In order to escape from the hell that is medical bureaucracy, I'm making yet another attempt to return to level design. After deciding that all my passion projects are more ambitious than I can currently manage, I figured I'd start with something smaller, and I decided something with challenging puzzles would be a cool map.
Which raises the problem of puzzle design in Half-Life².
The campaign doesn't have that problem: people playing it for the first time are usually new to the game, so the challenge is figuring out what the puzzle actually is and learn the design language: blue barrels float, wooden beams can be broken, gas canisters can detonate, etc. A battery can be carried around to be plugged in.
For any sort of seasoned HL2 player, that's not a challenge. They know the usual puzzles and the design language, and most of the usual puzzles have become mere chores. Carry A to B, stack X on Y, put L under M to lift it up. The "bring A to B" is the most basic form of puzzle and usually results in copious backtracking and can make the player feel like an errand boy.

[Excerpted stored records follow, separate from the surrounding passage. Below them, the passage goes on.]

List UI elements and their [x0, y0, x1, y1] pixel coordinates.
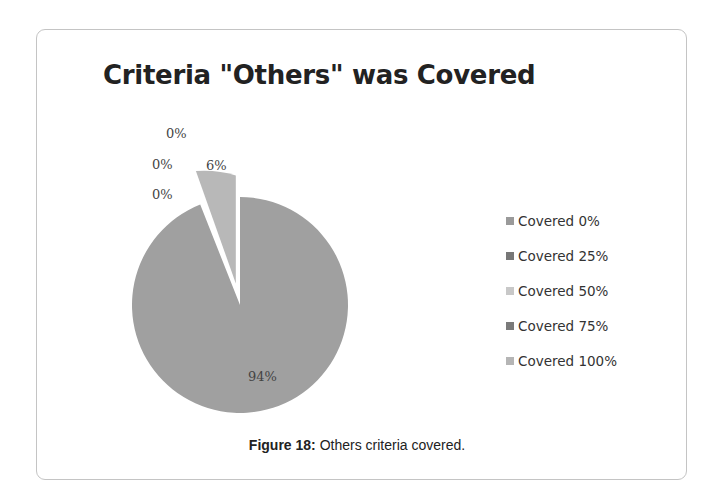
chart-legend: Covered 0% Covered 25% Covered 50% Cover… — [506, 203, 617, 378]
legend-item-covered-100: Covered 100% — [506, 343, 617, 378]
legend-swatch-icon — [506, 217, 514, 225]
legend-label: Covered 75% — [518, 318, 608, 334]
legend-label: Covered 25% — [518, 248, 608, 264]
legend-item-covered-25: Covered 25% — [506, 238, 617, 273]
figure-caption-label: Figure 18: — [249, 437, 316, 453]
legend-swatch-icon — [506, 287, 514, 295]
legend-swatch-icon — [506, 252, 514, 260]
legend-label: Covered 100% — [518, 353, 617, 369]
data-label-covered-75: 0% — [152, 187, 173, 202]
legend-swatch-icon — [506, 357, 514, 365]
legend-swatch-icon — [506, 322, 514, 330]
figure-caption: Figure 18: Others criteria covered. — [0, 437, 714, 453]
data-label-covered-25: 0% — [166, 126, 187, 141]
data-label-covered-100: 6% — [206, 158, 227, 173]
figure-caption-text: Others criteria covered. — [316, 437, 465, 453]
legend-item-covered-0: Covered 0% — [506, 203, 617, 238]
data-label-covered-50: 0% — [152, 157, 173, 172]
pie-slice-covered-0 — [132, 197, 348, 413]
data-label-covered-0: 94% — [248, 369, 277, 384]
legend-label: Covered 50% — [518, 283, 608, 299]
legend-label: Covered 0% — [518, 213, 600, 229]
legend-item-covered-75: Covered 75% — [506, 308, 617, 343]
legend-item-covered-50: Covered 50% — [506, 273, 617, 308]
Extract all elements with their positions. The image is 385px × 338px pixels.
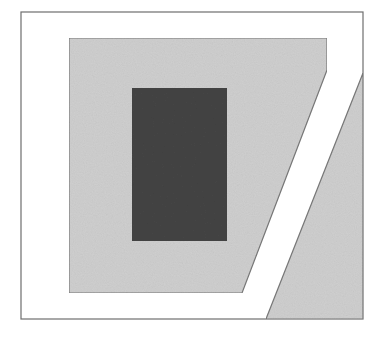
diagram-svg [0, 0, 385, 338]
diagram-canvas [0, 0, 385, 338]
dark-rectangle [132, 88, 227, 241]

So what I want are three things:
- puzzles that are challenging, in that the solution has to be deduced by the player
- puzzles that aren't menial, in that the execution is trivial and doesn't amount to pointless labour
- puzzles that are learnable, in that players don't get frustrated and feel like they were set up to fail
And that is surprisingly tough.
Elaborate physics puzzles are one possible approach. Those either are too obvious ("a wooden beam supporting a precariously balanced ramp that I could blow up and walk down? how convenient!") or too elaborate ("what am I supposed to do, build a pulley?!").
Circuitry puzzles à la
Portal seem more promising, but teaching the player an entirely new design language may take more time than a single map can accomplish.
Number locks are simply trial and error.
I keep thinking about it, but it's hard coming up with enough learnable, challenging, non-menial puzzles to fill a map.